Another week.....
It’s really dry season. The temperature is only 24 degrees, but it feels much hotter in the sun which is really scorching. Thank goodness we are under cloud cover for the part of the year when the sun would be straight overhead (we are 5 degrees north of the equator here). The humidity is down to just over 70% today, even inside my house where the floor is still wet when I lift the grass mats – from the cement still trying to dry after construction. I guess I should take the gauge outside and see how humid – or not – it is there. There is a wind today – typical of dry season – and a heavy haze blocks the view down the valley. It will get much worse of course, but this must be the start of the dust. Many people are sick with colds and coughs, and malaria is hitting many people too – it’s the mosquito season with standing water now that the daily downpours have ended. The clothes dried on the line yesterday though, and one can go walking without fear of a drenching, or being caught on the wrong side of a flooded stream.
This wasn’t a great week at Mbingo. A medical residency began here in July, with two local doctors as residents. One was expecting her first child, and since she is well known, there was considerable anticipation. Monday she delivered a stillborn baby – baby fine during labour but she delivered quickly and the cord was tightly around the neck several times. Care here is not quite like the west but it’s pretty good, with a fetal monitor and all. So it was devastating for not only Francine and her husband, but for everyone here, especially the midwives, and for the American GP who was caring for her, as well as being her teacher in the residency program. Over the weekend another staff wife, also well known, delivered a baby at 25 weeks and of course without any neonatal unit, that baby also died. On Tuesday, a very sick 30-year-old woman was brought to theatre with a perforated bowel from typhoid fever. She had delivered a baby 4 weeks before, then was unwell and treated with medication but perhaps not the right thing for typhoid. She must have delayed several days after the perforation before coming to hospital. My students were discussing the reasons for delay – often money is the issue, and in her case, there would have been costs for a new baby, and because she was sick, the family had to buy “artificial milk” – and perhaps there was just not enough money for transport and for a hospital fee. Or maybe the family went first to the traditional healer. In any case, she died shortly after the surgery – and it was probably amazing that anaesthesia got her through it alive. We have a visiting anaesthetist from US who was quite shocked at the death like this of someone so young – unfortunately, we see it not infrequently, always for the same reasons.
On the plus side, my friend Comfort had a number of us expats over for supper one night to share her thanksgiving for being alive one year after a very serious illness that almost killed her. She has terrible allergies to just about every known drug, and must have an autoimmune disorder. But she is quite a marvelous woman and keeps going. It was a happy get-together – and very typically Cameroonian, to celebrate with your friends anything worth celebrating.
Our youngest nurse anaesthetist has just become engaged too, and that is a very happy event. The whole process of marriage here is complex and I still don’t really understand it all. The traditional part of his wedding will not be an “event” open to friends, but simply delivery of the bride price to her family – and the public wedding will be the church one, sometime early in the New Year. Our OR nurse who heads the ortho team is being married next Saturday here in Mbingo – this will be my 2nd Cameroon wedding and I’m excited about it. His traditional marriage was while I was home unfortunately – that would have been interesting to attend. His church wedding will be quite western, if the wedding I attended last year is anything to go by.
The garden is growing quickly, with small flowers on the Sweet 100 tomatoes, and beans ready to flower. Gideon mulched it all yesterday with grass, since the sun dries the soil in just hours. So far nobody has picked me up the requested hose in Bamenda, so I feel like a real village woman, carrying bucket upon bucket of water to the flowers and veges. I should have just walked to Bamenda and got the hose!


Every entry below should appear in the answer exactly as written, apart from the pictures.
-- -- --
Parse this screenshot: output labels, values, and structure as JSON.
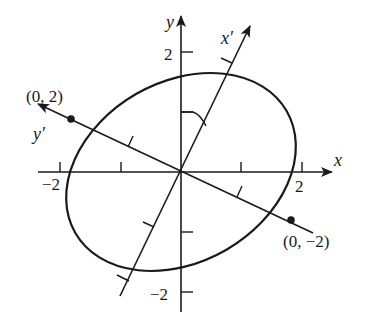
{
  "diagram": {
    "type": "rotated-ellipse-axes",
    "colors": {
      "ink": "#1a1a1a",
      "background": "#ffffff"
    },
    "axes": {
      "x": {
        "label": "x",
        "tick_labels": [
          "−2",
          "2"
        ]
      },
      "y": {
        "label": "y",
        "tick_labels": [
          "2",
          "−2"
        ]
      },
      "x_prime": {
        "label": "x′"
      },
      "y_prime": {
        "label": "y′"
      }
    },
    "points": [
      {
        "label": "(0, 2)"
      },
      {
        "label": "(0, −2)"
      }
    ],
    "angle_marker": "arc between y-axis and x′-axis",
    "ellipse": "ellipse centered at origin, major axis along y′"
  }
}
-- -- --
### Solution to this task:
Parse this screenshot: output labels, values, and structure as JSON.
{
  "diagram": {
    "type": "rotated-ellipse-axes",
    "colors": {
      "ink": "#1a1a1a",
      "background": "#ffffff"
    },
    "axes": {
      "x": {
        "label": "x",
        "tick_labels": [
          "−2",
          "2"
        ]
      },
      "y": {
        "label": "y",
        "tick_labels": [
          "2",
          "−2"
        ]
      },
      "x_prime": {
        "label": "x′"
      },
      "y_prime": {
        "label": "y′"
      }
    },
    "points": [
      {
        "label": "(0, 2)"
      },
      {
        "label": "(0, −2)"
      }
    ],
    "angle_marker": "arc between y-axis and x′-axis",
    "ellipse": "ellipse centered at origin, major axis along y′"
  }
}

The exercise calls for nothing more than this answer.